> [About this exercise]
Every entry below is to be returned unchanged. Images are not part of the copy.

> [Data shown]
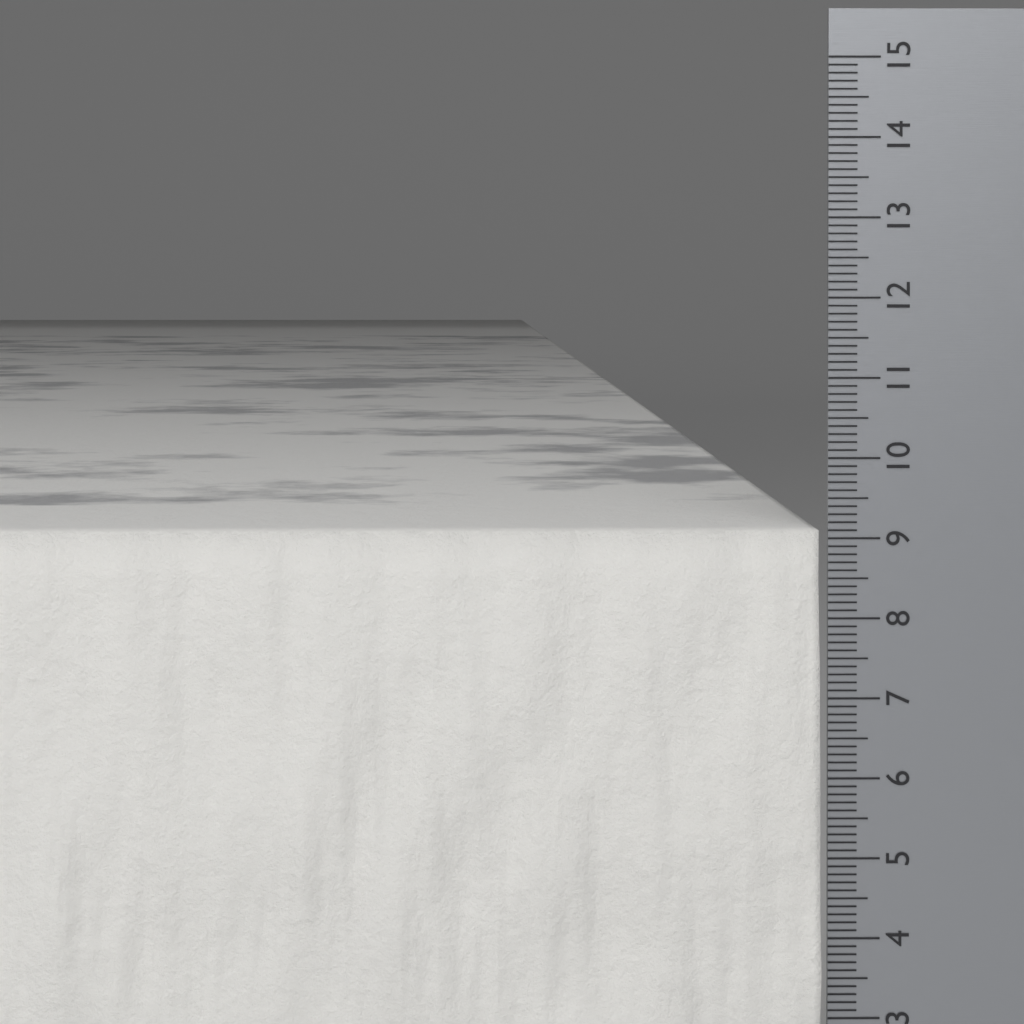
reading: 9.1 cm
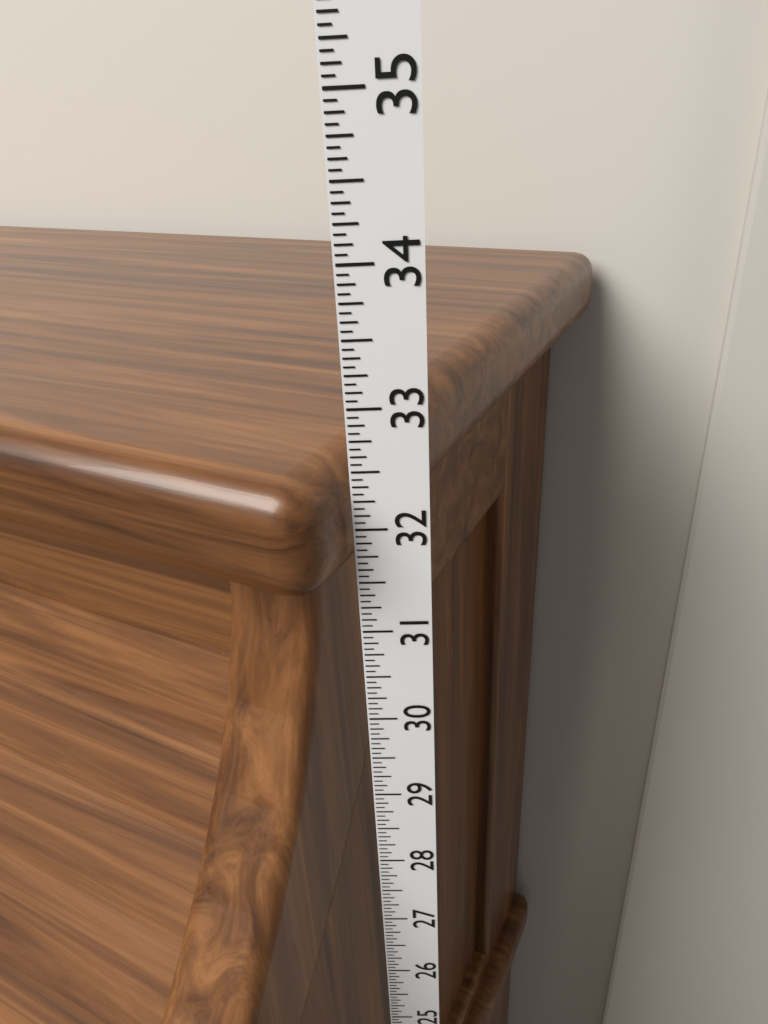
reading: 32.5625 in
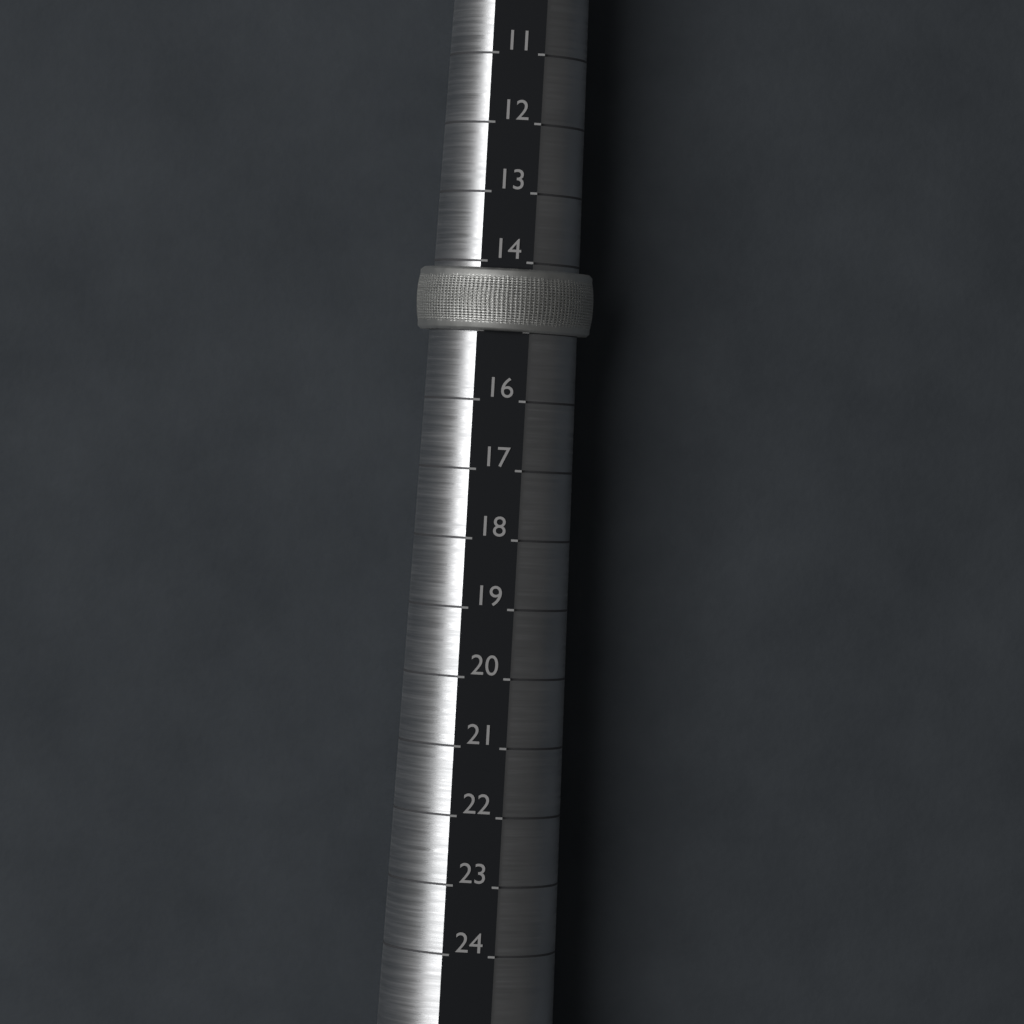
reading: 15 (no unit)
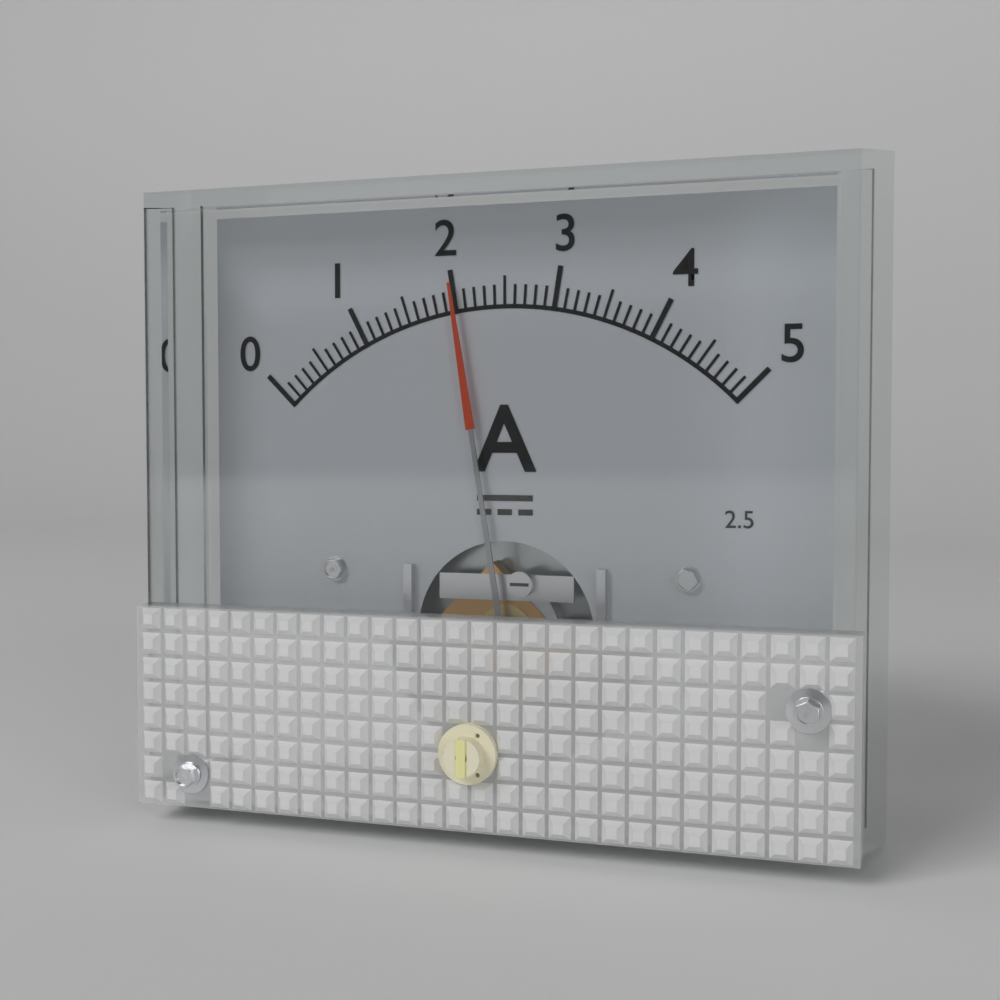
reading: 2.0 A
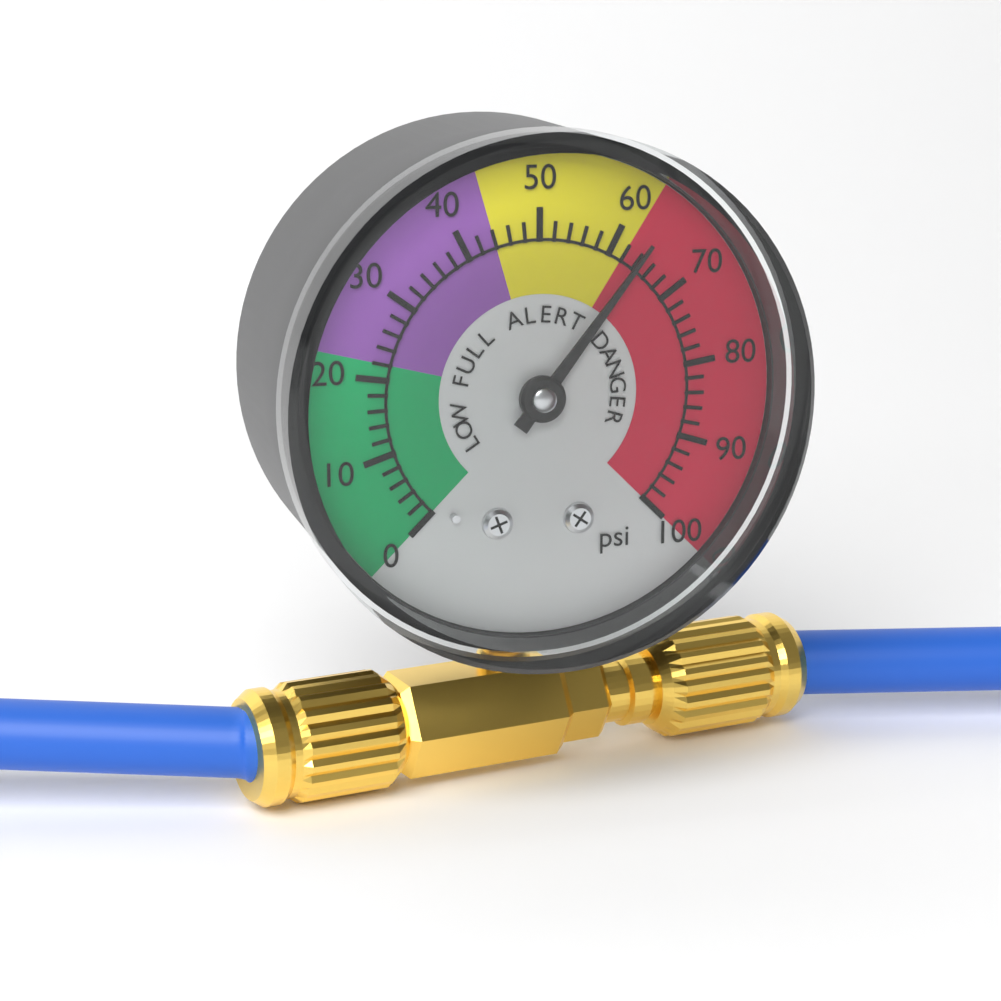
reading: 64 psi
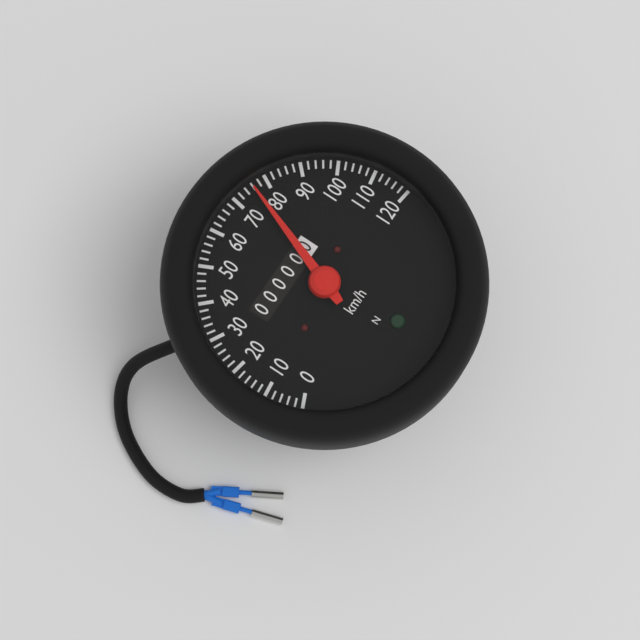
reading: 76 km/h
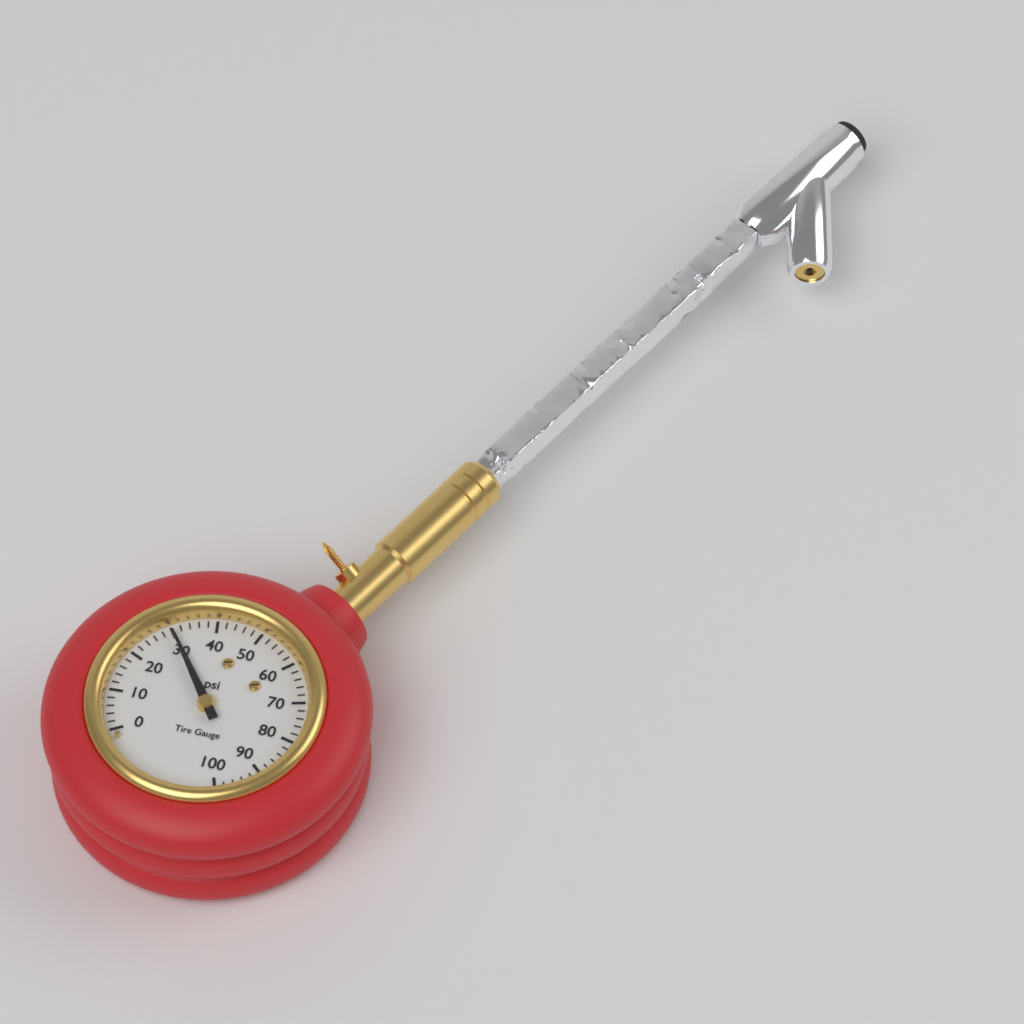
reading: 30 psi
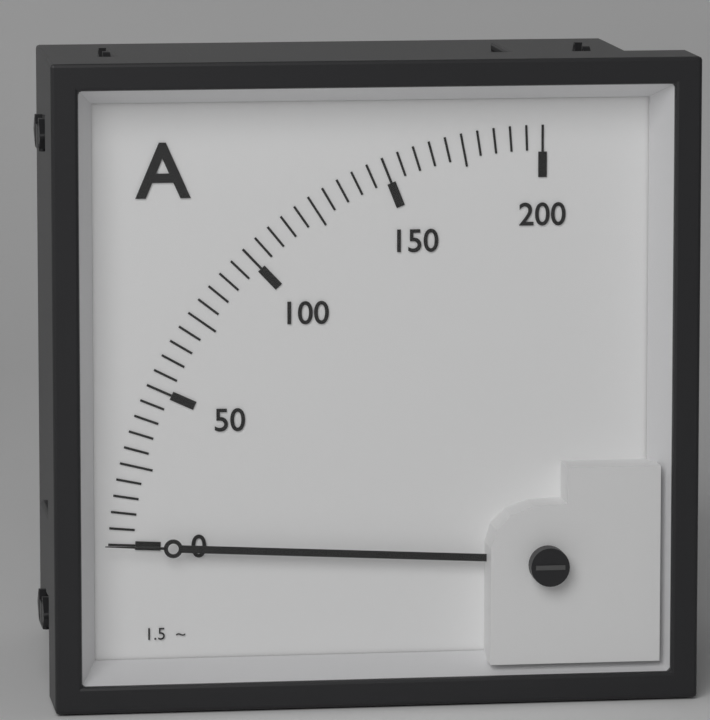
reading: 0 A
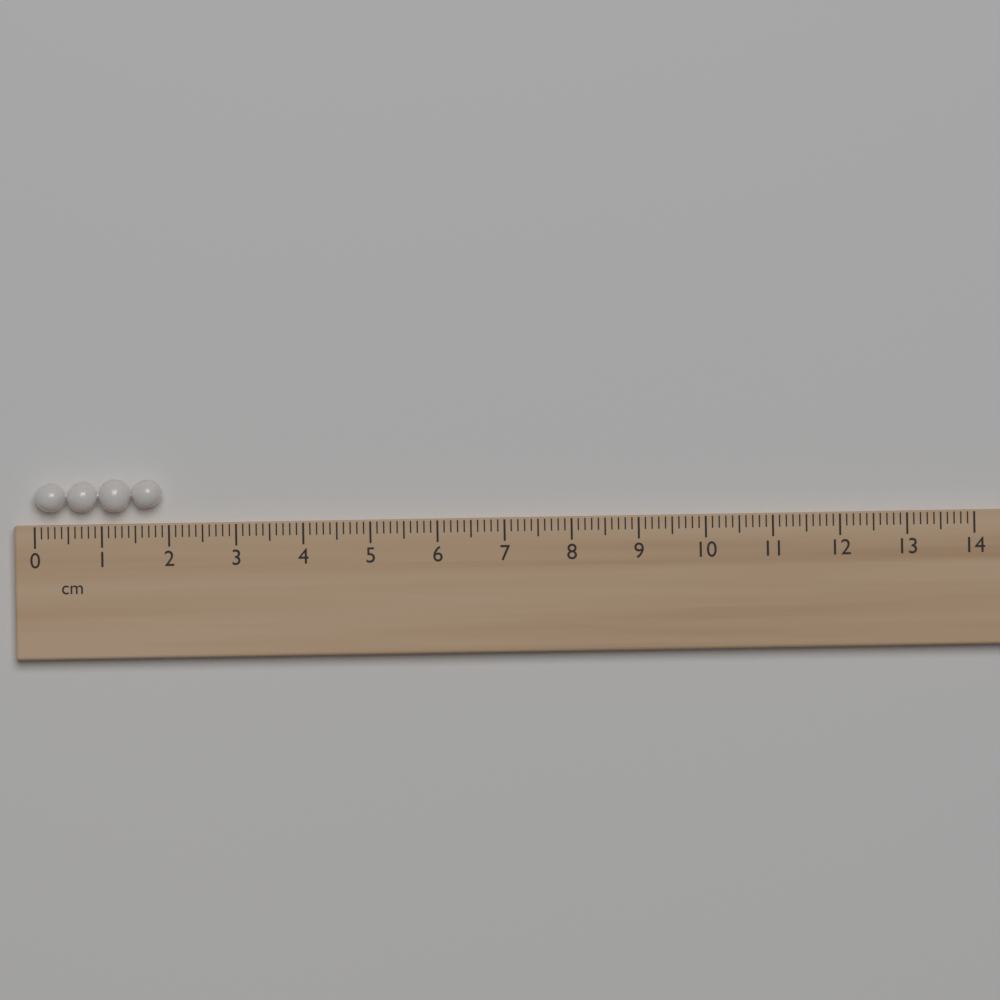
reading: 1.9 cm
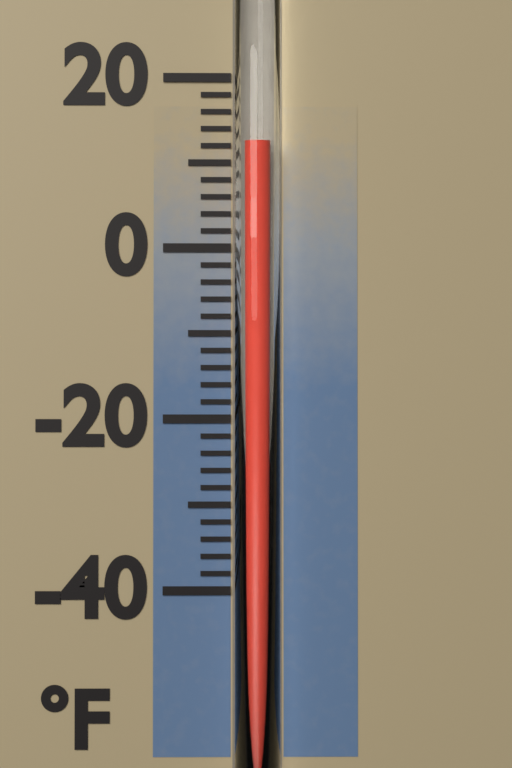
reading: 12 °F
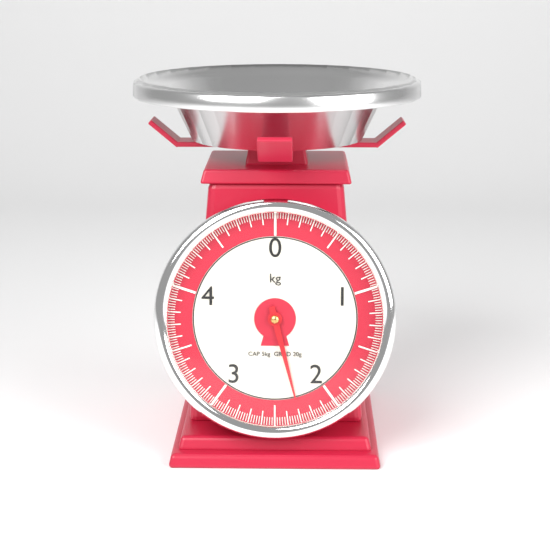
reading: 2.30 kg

> [Exercise solution]
reading: 9.1 cm
reading: 32.5625 in
reading: 15 (no unit)
reading: 2.0 A
reading: 64 psi
reading: 76 km/h
reading: 30 psi
reading: 0 A
reading: 1.9 cm
reading: 12 °F
reading: 2.30 kg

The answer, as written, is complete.